Back then, in the tent, Elsie had responded, ‘That could never be true.’ And it wasn’t. Elsie hadn’t cribbed from her love for Thomas in order to love Aida, as though her affection was some finite currency. Instead it was as though that expansive love had been there all along, and now it had a purpose: Aida. Fitting her life into Aida’s had felt like a completion, like finding the missing thing.
Elsie said, ‘You know that is not how I feel. Or Thomas.’
‘But it’s how I feel. And what about Millie?’
‘What about her? She’s two weeks old.’
‘I mean – what about as she gets older?’
Elsie didn’t know how to answer, everything that came to her felt like a platitude. ‘I know the birth reminded you of things –’
Aida glared at her. ‘Please, don’t.’
Elsie rocked back on her feet. Why hadn’t she foreseen how difficult Millie’s birth might be for Aida? How caught up had Elsie been in her own feelings, her own rush of crazy exhausted love for her child, not to have anticipated that it would pry open Aida’s old wounds?
‘I am so sorry,’ Elsie said. ‘I want to be here for you. I don’t want you to leave.’
Aida wouldn’t look at her, leaning against the door jamb so she wouldn’t sway on her feet, glaring out into t
he night. ‘I don’t want you to be sorry,’ she said. ‘I want to stop wondering.’
Elsie would give Aida anything. Her heart, her baby, her husband.
But the answer Aida sought? That was the one thing Elsie could not give.
47
Thomas drove Aida into Adelaide. Elsie stayed home with the baby. Since the night of the tea with David, Elsie had been alternating between staunch sniffling, bouts of irate silence, and fits of outright sobbing, pushing Thomas’s arms away when he tried to hug her.
Aida had been quiet. Uncertain, but steely. Refusing to discuss anything, unanswered questions hanging over all of their heads.
A short way from the bus terminal, Thomas pulled the car over to the kerb. He turned off the engine and looked straight ahead. They sat without speaking, watching the cars pass them on the street.
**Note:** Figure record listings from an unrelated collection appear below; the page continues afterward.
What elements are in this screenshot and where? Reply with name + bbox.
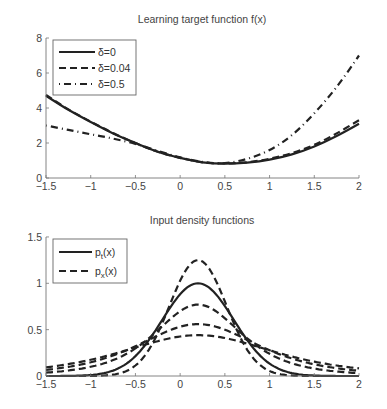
x-tick-label: 1	[267, 180, 273, 192]
bottom-legend: pt(x) px(x)	[53, 239, 127, 283]
x-tick-label: 1	[267, 378, 273, 390]
y-tick-label: 6	[36, 67, 42, 79]
x-tick-label: 1.5	[307, 378, 322, 390]
x-tick-label: 0.5	[218, 180, 233, 192]
y-tick-label: 8	[36, 32, 42, 44]
top-plot: Learning target function f(x) −1.5−1−0.5…	[36, 13, 362, 192]
x-tick-label: −1	[85, 180, 97, 192]
legend-label-delta-0: δ=0	[98, 46, 116, 58]
y-tick-label: 0.5	[27, 324, 42, 336]
curve-dashed	[46, 95, 359, 164]
legend-label-delta-004: δ=0.04	[98, 62, 131, 74]
y-tick-label: 0	[36, 172, 42, 184]
bottom-plot-title: Input density functions	[150, 214, 254, 226]
x-tick-label: 1.5	[307, 180, 322, 192]
y-tick-label: 2	[36, 137, 42, 149]
x-tick-label: 2	[356, 378, 362, 390]
figure: Learning target function f(x) −1.5−1−0.5…	[0, 0, 387, 409]
x-tick-label: 0	[177, 378, 183, 390]
bottom-plot: Input density functions −1.5−1−0.500.511…	[27, 214, 362, 390]
curve-solid	[46, 96, 359, 164]
x-tick-label: −1	[85, 378, 97, 390]
density-curve-dashed	[46, 324, 359, 371]
y-tick-label: 1.5	[27, 231, 42, 243]
y-tick-label: 4	[36, 102, 42, 114]
y-tick-label: 1	[36, 277, 42, 289]
x-tick-label: −0.5	[125, 378, 146, 390]
legend-label-delta-05: δ=0.5	[98, 78, 125, 90]
x-tick-label: 2	[356, 180, 362, 192]
y-tick-label: 0	[36, 370, 42, 382]
x-tick-label: −0.5	[125, 180, 146, 192]
top-plot-title: Learning target function f(x)	[138, 13, 266, 25]
x-tick-label: 0.5	[218, 378, 233, 390]
top-legend: δ=0 δ=0.04 δ=0.5	[53, 40, 136, 95]
x-tick-label: 0	[177, 180, 183, 192]
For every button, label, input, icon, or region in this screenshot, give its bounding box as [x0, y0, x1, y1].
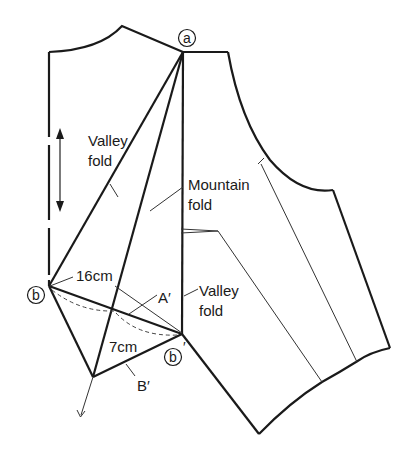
mountain-fold-line	[93, 52, 183, 377]
point-b-marker: b	[28, 287, 45, 304]
leader-valley-1	[110, 184, 118, 197]
point-b-prime-label: b	[169, 349, 177, 365]
a-prime-label: A′	[158, 289, 171, 306]
inner-line-2	[261, 164, 357, 362]
measure-16cm-label: 16cm	[76, 267, 113, 284]
direction-arrow-line	[81, 377, 93, 415]
armhole-curve	[228, 52, 333, 191]
point-b-prime-marker: b ′	[165, 339, 187, 366]
valley-fold-line-1	[49, 52, 183, 286]
valley-fold-line-2	[182, 52, 183, 334]
text-labels: Valley fold Mountain fold Valley fold 16…	[76, 132, 250, 394]
pattern-diagram: a b b ′ Valley fold Mountain fold Valley…	[0, 0, 409, 450]
leader-mountain	[150, 187, 183, 211]
neckline	[49, 26, 183, 52]
side-seam	[333, 190, 390, 348]
mountain-fold-label: Mountain	[188, 176, 250, 193]
leader-A-prime	[129, 295, 157, 314]
valley-fold-1-label: Valley	[88, 132, 128, 149]
left-front-piece	[49, 26, 183, 286]
b-prime-upper-label: B′	[137, 377, 150, 394]
hem-line	[259, 348, 390, 434]
point-a-marker: a	[179, 30, 196, 47]
measure-7cm-label: 7cm	[109, 338, 137, 355]
mountain-fold-label-2: fold	[188, 196, 212, 213]
16cm-measure-line	[115, 286, 182, 333]
lower-edge	[182, 334, 259, 434]
right-piece	[181, 52, 390, 434]
point-b-prime-mark: ′	[183, 339, 186, 355]
grainline-arrow-icon	[56, 128, 64, 212]
valley-fold-2-label-2: fold	[199, 302, 223, 319]
valley-fold-2-label: Valley	[199, 282, 239, 299]
inner-line-1-tick	[181, 231, 218, 233]
arc-b-to-A-prime	[52, 290, 114, 311]
point-b-label: b	[32, 287, 40, 303]
leader-B-prime	[126, 364, 135, 376]
leader-valley-2	[184, 289, 198, 296]
inner-line-2-tick	[258, 158, 264, 164]
point-a-label: a	[183, 30, 191, 46]
valley-fold-1-label-2: fold	[88, 152, 112, 169]
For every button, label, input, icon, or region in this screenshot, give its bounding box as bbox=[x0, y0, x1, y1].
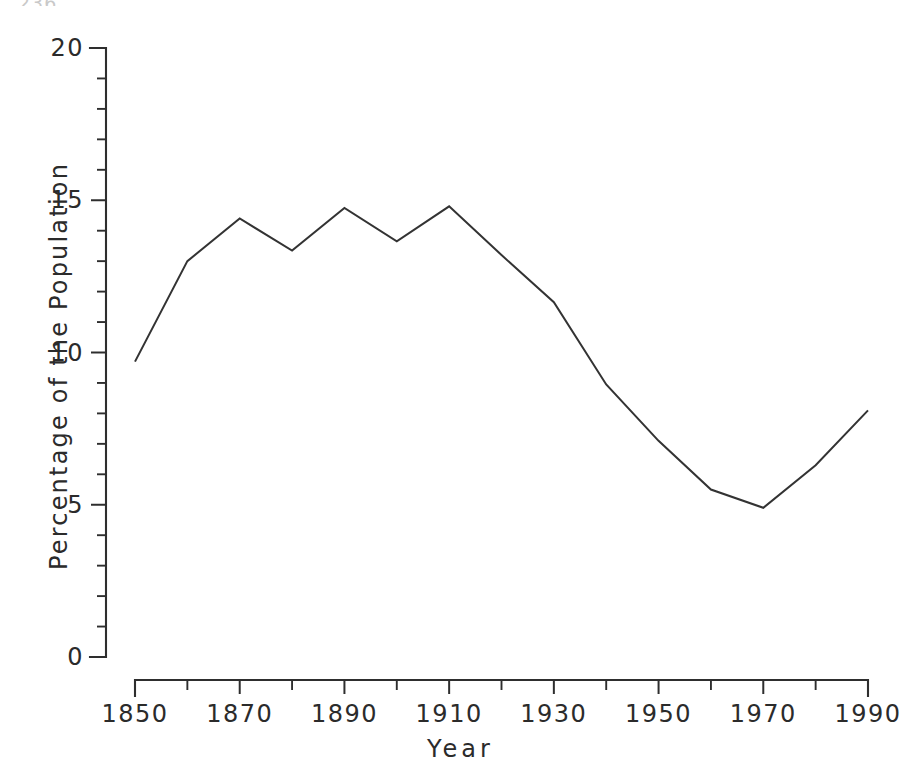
x-tick-label: 1890 bbox=[311, 700, 378, 728]
x-tick-label: 1930 bbox=[520, 700, 587, 728]
x-tick-label: 1990 bbox=[834, 700, 901, 728]
ticks-group bbox=[91, 78, 816, 694]
chart-figure: 236 05101520 185018701890191019301950197… bbox=[0, 0, 921, 772]
x-tick-label: 1970 bbox=[730, 700, 797, 728]
y-tick-label: 20 bbox=[50, 34, 84, 62]
axes-group bbox=[90, 48, 868, 696]
data-series-line bbox=[135, 206, 868, 507]
x-axis-title: Year bbox=[0, 735, 921, 763]
plot-canvas bbox=[0, 0, 921, 772]
x-tick-label: 1850 bbox=[101, 700, 168, 728]
y-axis-title: Percentage of the Population bbox=[45, 61, 73, 671]
x-tick-label: 1870 bbox=[206, 700, 273, 728]
x-tick-label: 1910 bbox=[416, 700, 483, 728]
x-tick-label: 1950 bbox=[625, 700, 692, 728]
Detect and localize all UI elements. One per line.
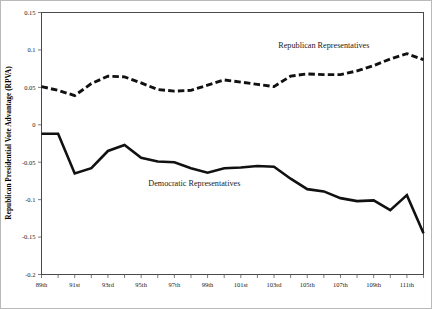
x-tick-label: 107th [333, 281, 349, 288]
series-group [42, 54, 424, 234]
y-tick-label: -0.15 [22, 233, 36, 240]
plot-frame [42, 13, 424, 275]
series-annotation-label: Republican Representatives [278, 41, 369, 50]
y-tick-label: -0.2 [25, 271, 35, 278]
x-tick-label: 109th [366, 281, 382, 288]
x-tick-label: 95th [135, 281, 147, 288]
figure-container: 0.150.10.050-0.05-0.1-0.15-0.2 89th91st9… [0, 0, 432, 309]
x-tick-label: 105th [300, 281, 316, 288]
y-tick-label: 0 [32, 121, 35, 128]
x-tick-label: 93rd [102, 281, 115, 288]
x-tick-label: 111th [400, 281, 415, 288]
y-tick-label: 0.05 [24, 84, 35, 91]
x-axis-ticks: 89th91st93rd95th97th99th101st103rd105th1… [36, 275, 424, 289]
series-line-republican [42, 54, 424, 96]
y-tick-label: 0.1 [27, 46, 35, 53]
y-axis-ticks: 0.150.10.050-0.05-0.1-0.15-0.2 [22, 9, 42, 278]
x-tick-label: 89th [36, 281, 48, 288]
y-tick-label: -0.1 [25, 196, 35, 203]
x-tick-label: 101st [234, 281, 248, 288]
y-tick-label: 0.15 [24, 9, 35, 16]
x-tick-label: 103rd [266, 281, 282, 288]
line-chart: 0.150.10.050-0.05-0.1-0.15-0.2 89th91st9… [0, 0, 432, 309]
series-annotation-label: Democratic Representatives [148, 179, 240, 188]
x-tick-label: 97th [169, 281, 181, 288]
x-tick-label: 91st [69, 281, 80, 288]
y-axis-title: Republican Presidential Vote Advantage (… [4, 66, 13, 220]
x-tick-label: 99th [202, 281, 214, 288]
y-tick-label: -0.05 [22, 159, 36, 166]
Up ahead the bus terminal was a stream of activity: buses came and went, passengers appearing and disappearing from their steel bellies like things sucked in and out of rock-pools by the tides.
Without Elsie, they were two similar pieces without the hinge that held them together. Loose, adrift.
He had been practising the line all morning, but when he went to speak his throat betrayed him and he had to stop and cough a couple of times before starting again.
‘I know you miss your . . . daughter. Nothing could replace her. But I want you to know that I consider you as much Millie’s mother as Elsie.’
Aida took his hand from the steering wheel and cupped it between her own. Then she placed it above her breast. Beneath his hand he could feel her heart beating, thudding rapidly as if she was out of breath. She lifted his hand and pressed her lips to his palm.
‘Open the boot for me,’ she said. ‘Help me with my case.’
So he did. He took the keys from the ignition and they got out of the car. He opened the boot, lifted out her trunk, and shut the lid again with a thud.